Thursday, November 4, 2021

Merlin Stone is back, baby

Wengrow and Graeber have a book out. Joining the ranks of Murray and Herrnstein, and of Cochran and Harpending, and of Koren and Nevo... only half that team will be available to take future questions. Anyway NYT has run a summary but it's paywalled, so let's go with Steve Sailer's adaptation.

The Dawn of Everything: A New History of Humanity pretends to be a deep history of the urban Balkans before (Egyptian / Sumerian) literacy, so, you know - catnip for me. The era is Cucuteni: 4100-3300 Based Count. Sailer thinks the authors are on the Left but, if they use Based Count, they're not wholly antiChrist. They also prefer lower government to higher.

Sailer calls shenanigans that these citizens were Marija Gimbutas' Old Europe with "Merlin Stone"'s female God; they had walls, which means they protected themselves from raiders, and maybe even from professional warriors. I do recall some vicious city-on-city wars up on the Rhine before that key 4100 BC century. Also one might bring genetics that these guys were polygynous. Although by 4100 BC they might have cut down on that, because of the obvious "homozygosity" that practice must entail.

Sailer brings up the horse as what ended this civilisation, but - that's also where genetics come in: the real horse invasion was an Aryan-driven monster from the West Eurasian steppe. Third millennium. These cities were over a thousand years gone, and forgotten. The people who'd replaced those cities had been wiped out, and forgotten. For the Balkan urban collapse, Davidski implicated a 3400 BC yersinia. That's spread by rats and fleas - the mouse, at least, was there already by 4500 BC. A plague of squalor moves by refugees on foot, not by chevaliers.

Interesting that the 4100 BC startpoint is a century after the introduction of the Nubian cat north of the Dardanelles . . .

I agree with the book some forms of wealth, in the Chalcolithic, were not yet possible. But other forms, namely land especially grazing land, had been at a premium for centuries already by 4100 BC. The farmers by then were even calling in the old hunter-gatherers they'd ejected, because the Flintstones knew animals better. If the mouse population was being suppressed, whatever Hanta Virus aside, it leaves more calories for humans. I propose, further, that bronze - especially tin bronze - was a gatekeeper. Copper has never been cheap compared to (industrial) iron.

So far this book looks like this generation's "Merlin Stone": bad pop-hist for the usual suburban midwits. Wengrow, like Koren (and unlike Cochran and Murray) has done his late co-author a disservice, by not overhauling a terrible thesis.

Steve Sailer is doing better, but I'll nitpick his sources on what these cities looked like. Some of them have bald spots in their centre, where there are no structures. As we know from Hisarlik, if the city is on a hill - even a tel - the middle spot is the top spot, and it tends to erode first and/or to be leveled first for new structures, an Aeolic-age temple of Zeus in Hisarlik's case. This means we're not looking at some massive field in the city; we're looking at what the excavators could find. Which would account for the lack of palaces and temples; they're not missing, they're lost, maybe even deliberately dismantled.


- [TASK REQUIREMENTS] All of the entries below need repeating exactly, apart from their images.

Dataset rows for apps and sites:
════════

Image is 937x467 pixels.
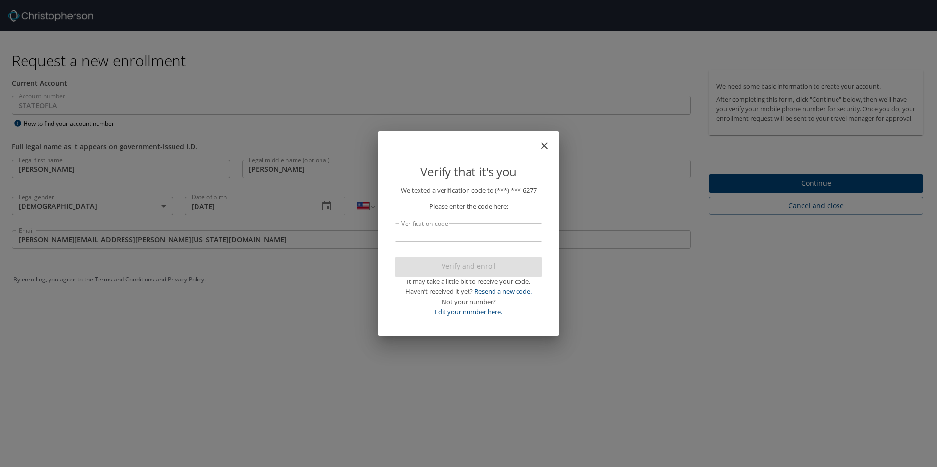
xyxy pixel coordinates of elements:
a: Edit your number here. [435,308,502,316]
div: It may take a little bit to receive your code. [394,277,542,287]
div: Haven’t received it yet? [394,287,542,297]
p: Please enter the code here: [394,201,542,212]
p: Verify that it's you [394,163,542,181]
div: Not your number? [394,297,542,307]
button: close [543,135,555,147]
a: Resend a new code. [474,287,532,296]
p: We texted a verification code to (***) ***- 6277 [394,186,542,196]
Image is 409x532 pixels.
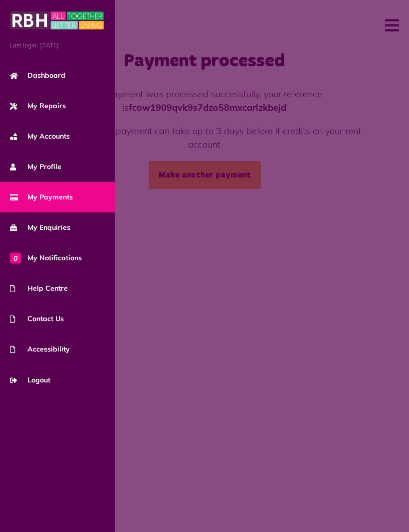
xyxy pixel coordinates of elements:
[10,222,70,233] span: My Enquiries
[10,253,82,263] span: My Notifications
[10,101,66,111] span: My Repairs
[10,313,64,324] span: Contact Us
[10,131,70,141] span: My Accounts
[10,252,21,263] span: 0
[10,344,70,354] span: Accessibility
[10,41,105,50] span: Last login: [DATE]
[10,10,103,31] img: MyRBH
[10,70,66,81] span: Dashboard
[10,192,73,203] span: My Payments
[10,283,68,294] span: Help Centre
[10,375,50,386] span: Logout
[10,162,61,172] span: My Profile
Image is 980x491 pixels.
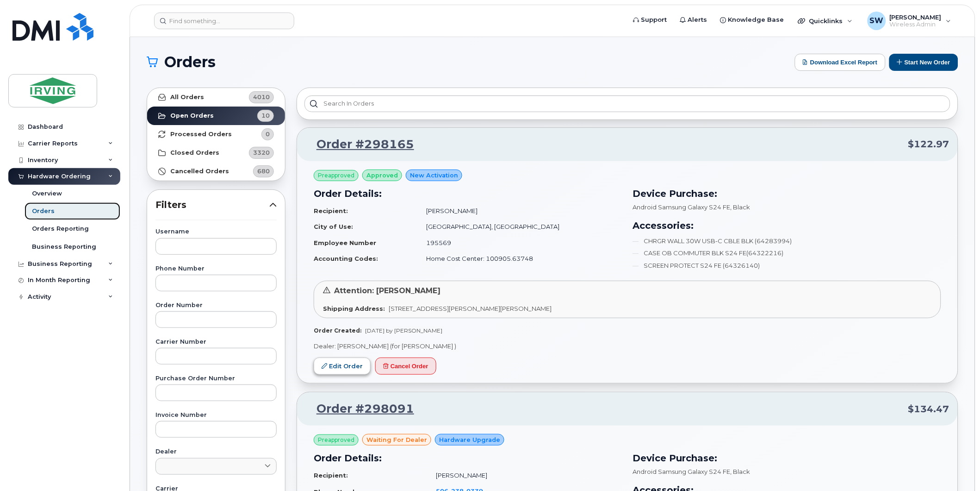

════════

- [OUTPUT FOR THIS EXERCISE]
Image is 937x467 pixels.
xyxy pixel coordinates of elements:
a: Edit your number here. [435,308,502,316]
div: It may take a little bit to receive your code. [394,277,542,287]
div: Haven’t received it yet? [394,287,542,297]
p: Please enter the code here: [394,201,542,212]
p: Verify that it's you [394,163,542,181]
div: Not your number? [394,297,542,307]
button: close [543,135,555,147]
a: Resend a new code. [474,287,532,296]
p: We texted a verification code to (***) ***- 6277 [394,186,542,196]
Image is 409x532 pixels.
xyxy pixel coordinates of elements:
[10,222,70,233] span: My Enquiries
[10,253,82,263] span: My Notifications
[10,101,66,111] span: My Repairs
[10,313,64,324] span: Contact Us
[10,131,70,141] span: My Accounts
[10,252,21,263] span: 0
[10,344,70,354] span: Accessibility
[10,41,105,50] span: Last login: [DATE]
[10,10,103,31] img: MyRBH
[10,70,66,81] span: Dashboard
[10,192,73,203] span: My Payments
[10,283,68,294] span: Help Centre
[10,375,50,386] span: Logout
[10,162,61,172] span: My Profile
Image is 980x491 pixels.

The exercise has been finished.